Bridging Differences Through the Bard

Shakespear In A Divided America
In the current American moment, it is hard to say we are “united states.” While writers, historians and pundits offer opinions on how we might bridge our cultural and political differences, James Shapiro ’77 suggests we look to the Bard.


In Shakespeare in a Divided America: What His Plays Tell Us About Our Past and Future (Penguin Press, $27), Shapiro, the Larry Miller Professor of English and Comparative Literature at the College and a renowned Shakespeare scholar, looks at the ways in which people reveal themselves through interactions with Shakespeare’s work. Shapiro writes, “his plays are rare common ground.”

We all study Shakespeare at some point; the majority of American junior high and high schools expose students to Romeo and Juliet, Macbeth and Hamlet. Shapiro believes that Shakespeare’s work can help make sense of controversial issues in our nation’s history. “It’s frightening how much darkness, how much prejudice, how much resentment has inadvertently been revealed through America’s engagement with Shakespeare,” he says.

The book draws cultural through lines to landmark Shakespeare productions, films and musicals that have featured hot-button topics such as immigration (The Tempest), interracial marriage (Othello), class warfare (Macbeth), domestic violence (The Taming of the Shrew), same-sex marriage (As You Like It), adultery (Hamlet), gender identity (Twelfth Night) and, in numerous instances, the Other.

“One of the things I’ve explored in Shakespeare’s comedies is how many of them end with exclusion,” he says. “Shylock is left out at the end of The Merchant of Venice, Malvolio is left out at the end of Twelfth Night. Characters create community by whom they leave out, ostracize, stigmatize. The comedies become a historical road map of whom we are now leaving out and stigmatizing. They become a way of revealing things that are not so great about this great country.”

James Shapiro

Mary Cregan GSAS '95

Astonishingly, Shapiro never took a Shakespeare course as an undergraduate. Instead he would go to London every summer (after quitting a different temp job every August 1) and glut himself on Shakespearean theater. “I’d see 25 plays in 25 days,” he says. “At that age, you’re really open to powerful art, and it was like a drug — I loved it. I was interested in how Shakespeare’s work came to life onstage and spoke to the cultural moment.”

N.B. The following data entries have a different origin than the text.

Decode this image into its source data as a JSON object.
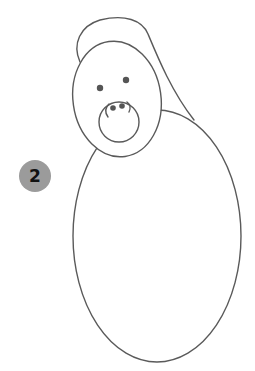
{
  "step": {
    "number": "2",
    "badge_color": "#9b9b9b",
    "text_color": "#111111"
  },
  "drawing": {
    "subject": "gorilla-outline",
    "line_color": "#5a5a5a",
    "parts": [
      "hood-back",
      "head",
      "eyes",
      "muzzle",
      "nostrils",
      "body"
    ]
  }
}
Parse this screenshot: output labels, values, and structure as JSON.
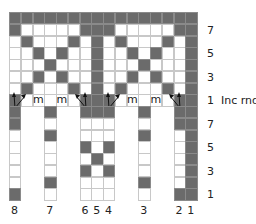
{
  "chart": {
    "colors": {
      "dark": "#6b6b6b",
      "light": "#ffffff",
      "grid": "#c8c8c8"
    },
    "grid": {
      "left": 9,
      "top": 12,
      "cell_w": 11.75,
      "cell_h": 11.75,
      "cols": 16
    },
    "top_section": {
      "rows": [
        {
          "row": 8,
          "dark": [
            0,
            1,
            2,
            3,
            4,
            5,
            6,
            7,
            8,
            9,
            10,
            11,
            12,
            13,
            14,
            15
          ]
        },
        {
          "row": 7,
          "dark": [
            0,
            6,
            7,
            8,
            14,
            15
          ],
          "label": "7"
        },
        {
          "row": 6,
          "dark": [
            1,
            5,
            7,
            9,
            13,
            15
          ]
        },
        {
          "row": 5,
          "dark": [
            2,
            4,
            7,
            10,
            12,
            15
          ],
          "label": "5"
        },
        {
          "row": 4,
          "dark": [
            3,
            7,
            11,
            15
          ]
        },
        {
          "row": 3,
          "dark": [
            2,
            4,
            7,
            10,
            12,
            15
          ],
          "label": "3"
        },
        {
          "row": 2,
          "dark": [
            1,
            5,
            7,
            9,
            13,
            15
          ]
        },
        {
          "row": 1,
          "dark": [
            0,
            6,
            7,
            8,
            14,
            15
          ],
          "label": "1  Inc rnd"
        }
      ],
      "inc_round": {
        "m_cols": [
          2,
          4,
          10,
          12
        ],
        "m_text": "m",
        "arrows": [
          {
            "col": 0,
            "dir": "up-right"
          },
          {
            "col": 6,
            "dir": "up-left"
          },
          {
            "col": 8,
            "dir": "up-right"
          },
          {
            "col": 14,
            "dir": "up-left"
          }
        ]
      }
    },
    "bottom_section": {
      "columns": [
        {
          "col": 0,
          "label": "8",
          "cells": [
            1,
            1,
            0,
            0,
            0,
            0,
            0,
            1
          ]
        },
        {
          "col": 3,
          "label": "7",
          "cells": [
            1,
            0,
            1,
            0,
            0,
            0,
            1,
            0
          ]
        },
        {
          "col": 6,
          "label": "6",
          "cells": [
            1,
            0,
            0,
            1,
            0,
            1,
            0,
            0
          ]
        },
        {
          "col": 7,
          "label": "5",
          "cells": [
            1,
            0,
            0,
            0,
            1,
            0,
            0,
            0
          ]
        },
        {
          "col": 8,
          "label": "4",
          "cells": [
            1,
            0,
            0,
            1,
            0,
            1,
            0,
            0
          ]
        },
        {
          "col": 11,
          "label": "3",
          "cells": [
            1,
            0,
            1,
            0,
            0,
            0,
            1,
            0
          ]
        },
        {
          "col": 14,
          "label": "2",
          "cells": [
            1,
            1,
            0,
            0,
            0,
            0,
            0,
            1
          ]
        },
        {
          "col": 15,
          "label": "1",
          "cells": [
            1,
            1,
            1,
            1,
            1,
            1,
            1,
            1
          ]
        }
      ],
      "row_labels": [
        {
          "index": 1,
          "text": "7"
        },
        {
          "index": 3,
          "text": "5"
        },
        {
          "index": 5,
          "text": "3"
        },
        {
          "index": 7,
          "text": "1"
        }
      ]
    }
  }
}
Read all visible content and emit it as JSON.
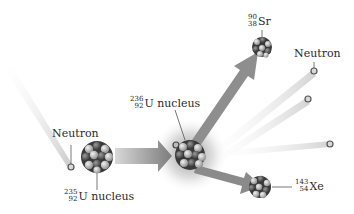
{
  "diagram": {
    "labels": {
      "incoming_neutron": "Neutron",
      "u235": {
        "mass": "235",
        "atomic": "92",
        "symbol": "U",
        "suffix": "nucleus"
      },
      "u236": {
        "mass": "236",
        "atomic": "92",
        "symbol": "U",
        "suffix": "nucleus"
      },
      "sr90": {
        "mass": "90",
        "atomic": "38",
        "symbol": "Sr"
      },
      "xe143": {
        "mass": "143",
        "atomic": "54",
        "symbol": "Xe"
      },
      "outgoing_neutron": "Neutron"
    },
    "colors": {
      "arrow": "#8a8a8a",
      "beam": "#c8c8c8",
      "nucleon_dark": "#3a3a3a",
      "nucleon_light": "#b8b8b8",
      "glow": "#9a9a9a"
    }
  }
}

The Brooklyn native attended grad school at the University of Chicago, then joined the Columbia faculty in 1985. “I learn a lot from teaching,” Shapiro says. “It’s important to hear what young people have to say because there’s a break between one generation and the next that’s quite sharp right now. The classroom is one of the few places where you can bridge that divide, or at least try to hear and see a little bit more clearly how generational interests diverge.

“I need to mix it up with students, I need to push and be pushed back,” he continues. “It’s a very New York style.”

In the late aughts, Shapiro realized that after decades of Shakespeare scholarship he knew very little about American history. In an effort to connect the dots, he started teaching undergraduate and graduate seminars on the American response to Shakespeare, and wrote a 2012 anthology for the Library of America.

Shakespeare in a Divided America’s narrative culminated for Shapiro after the 2016 election and a controversial theater production the following summer. The Public Theater staged Julius Caesar at the Delacorte Theater in Central Park and director Oskar Eustis chose to portray Caesar as a modern-day Trump lookalike. Shapiro, the Shakespeare scholar-in-residence at The Public, was at nearly every performance and witnessed protesters attempting to attack the actors and disrupt the show. His book opens and closes with discussions of what the production meant for free speech and artistic freedom. “Everything that I’ve been trained to do and have lived through has led to this,” he says.

“The danger of being a professor is getting stuck in time; you always have to be open to what’s happening at a particular moment,” he says. “[Writing this book] forced me to confront things that are harder to define, like racism and discrimination — who admits to being racist, or to being against someone with a different sexual orientation or gender? This book allowed me to get behind that wall. You’d be amazed what people will admit to through Shakespeare that they will not admit otherwise.”

Becoming a professor was an easy career choice for Shapiro. Both his parents were public school teachers, brother Michael teaches in the Journalism School, sister Jill BC’80, GSAS’95 is a senior lecturer in ecology, evolution and environmental biology at the College and wife Mary Cregan GSAS’95 teaches in the English department at Barnard. Son Luke was awarded a 2019 Euretta J. Kellett Fellowship and is studying at Oxford; Shapiro hopes he will follow in the family’s faculty footsteps.

Shapiro says that for him, a nice thing about Shakespeare is that it straddles work and play. In addition to teaching, he’s currently contributing to several theatrical productions and will soon embark on a book tour. “It’s all-consuming,” he says. “There are really not enough hours in the Shakespeare day!”